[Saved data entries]
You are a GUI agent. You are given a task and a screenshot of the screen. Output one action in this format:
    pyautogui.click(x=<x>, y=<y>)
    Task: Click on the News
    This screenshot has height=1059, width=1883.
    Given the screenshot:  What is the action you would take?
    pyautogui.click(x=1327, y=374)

--

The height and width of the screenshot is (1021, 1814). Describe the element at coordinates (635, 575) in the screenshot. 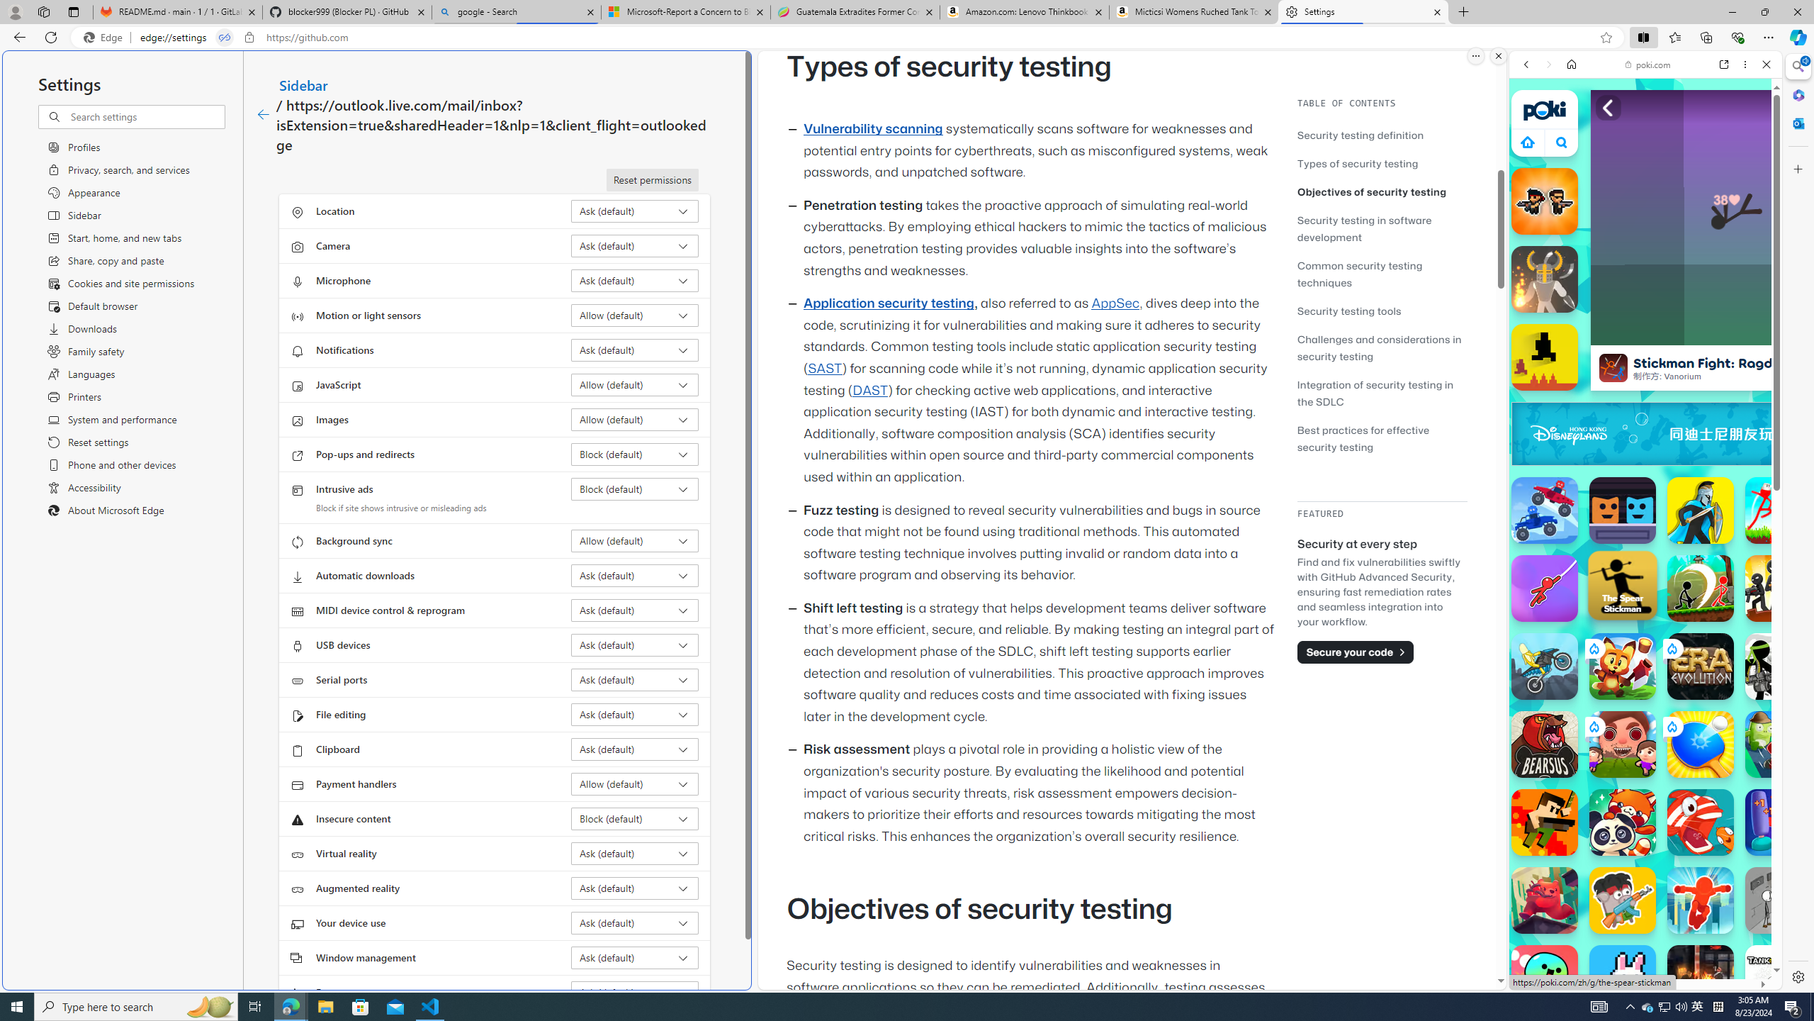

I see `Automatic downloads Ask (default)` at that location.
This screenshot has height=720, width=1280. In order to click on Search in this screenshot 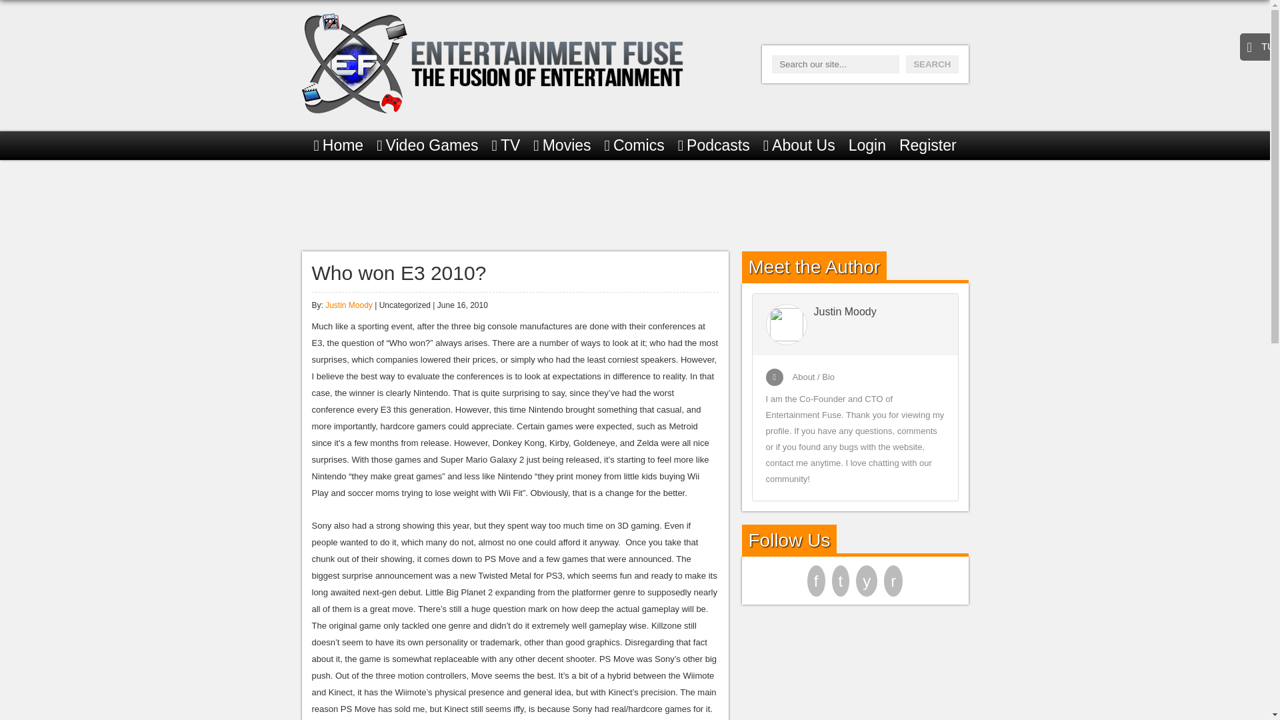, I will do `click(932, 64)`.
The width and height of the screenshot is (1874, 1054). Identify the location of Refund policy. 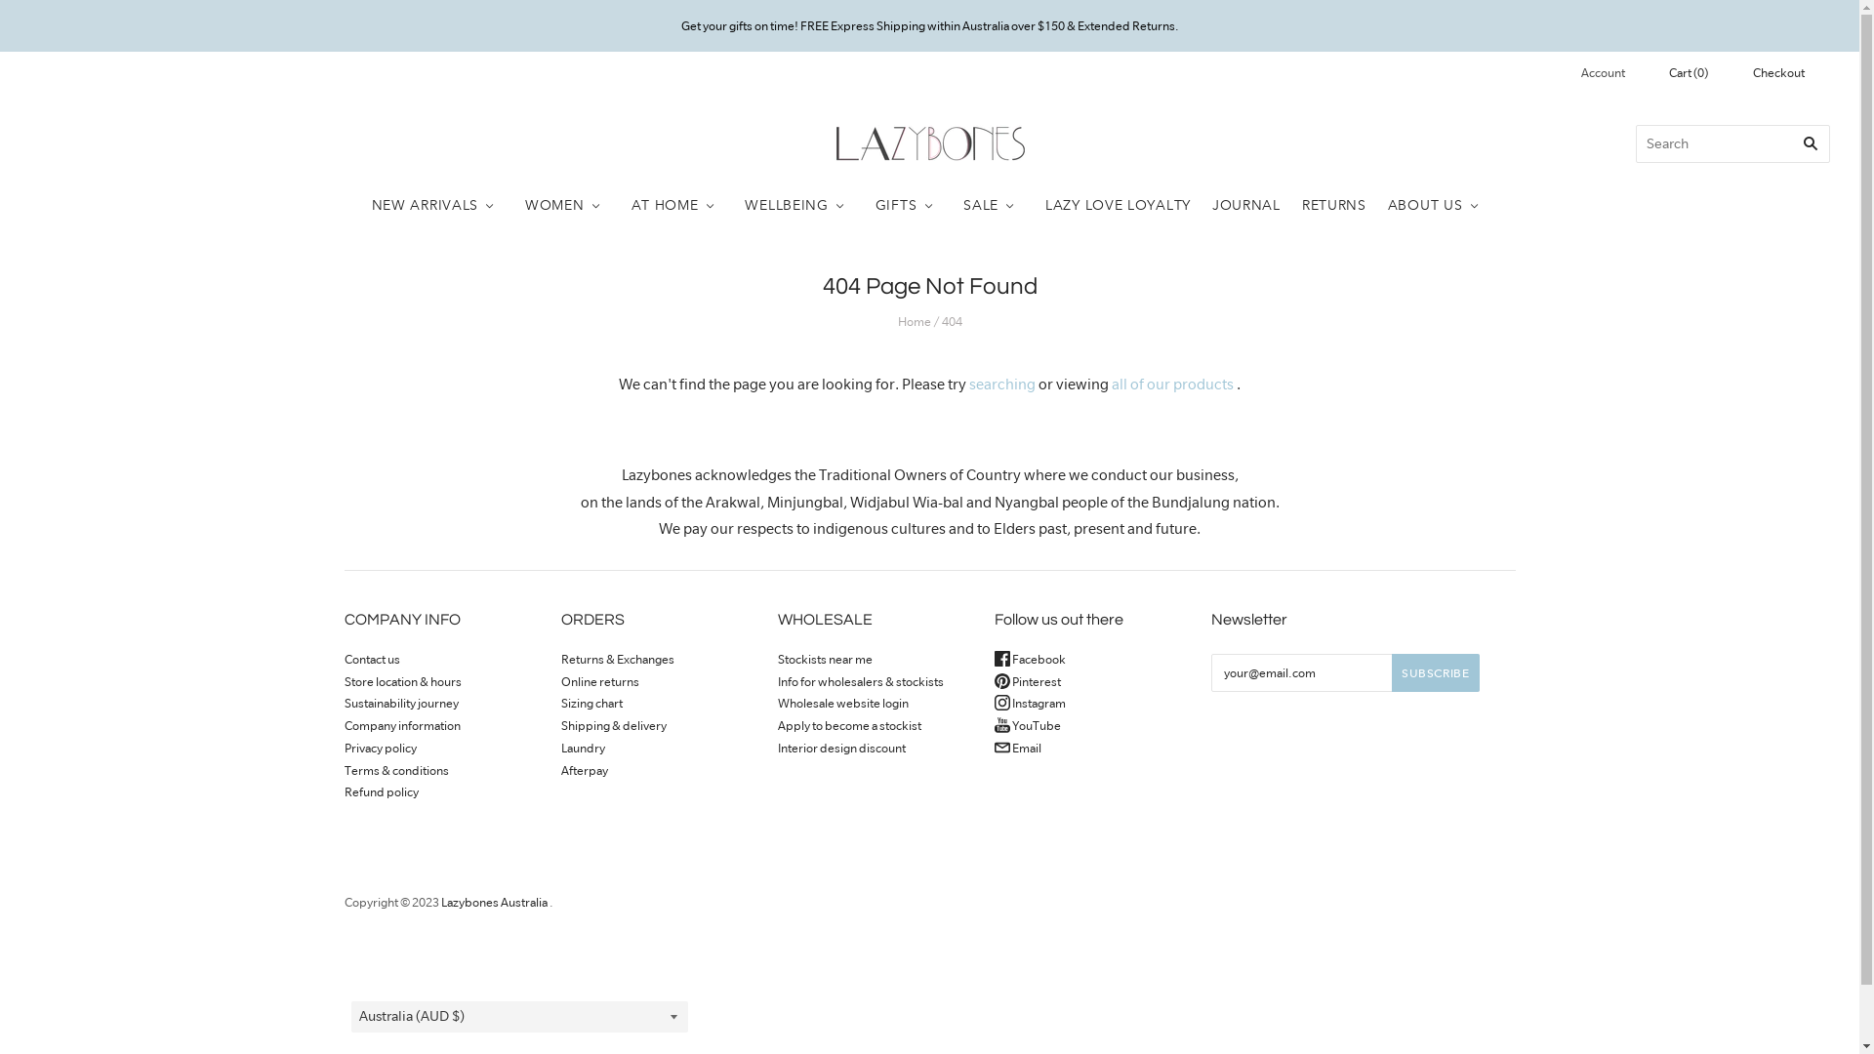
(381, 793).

PROBLEM TO WORK ON - Taking the entries above, write out exactly each line from the one holding "You are a GUI" to the one holding "This screenshot has height=1059, width=1883.", both included, and stop there.

TASK RESULT -
You are a GUI agent. You are given a task and a screenshot of the screen. Output one action in this format:
    pyautogui.click(x=<x>, y=<y>)
    Task: Click on the News
    This screenshot has height=1059, width=1883.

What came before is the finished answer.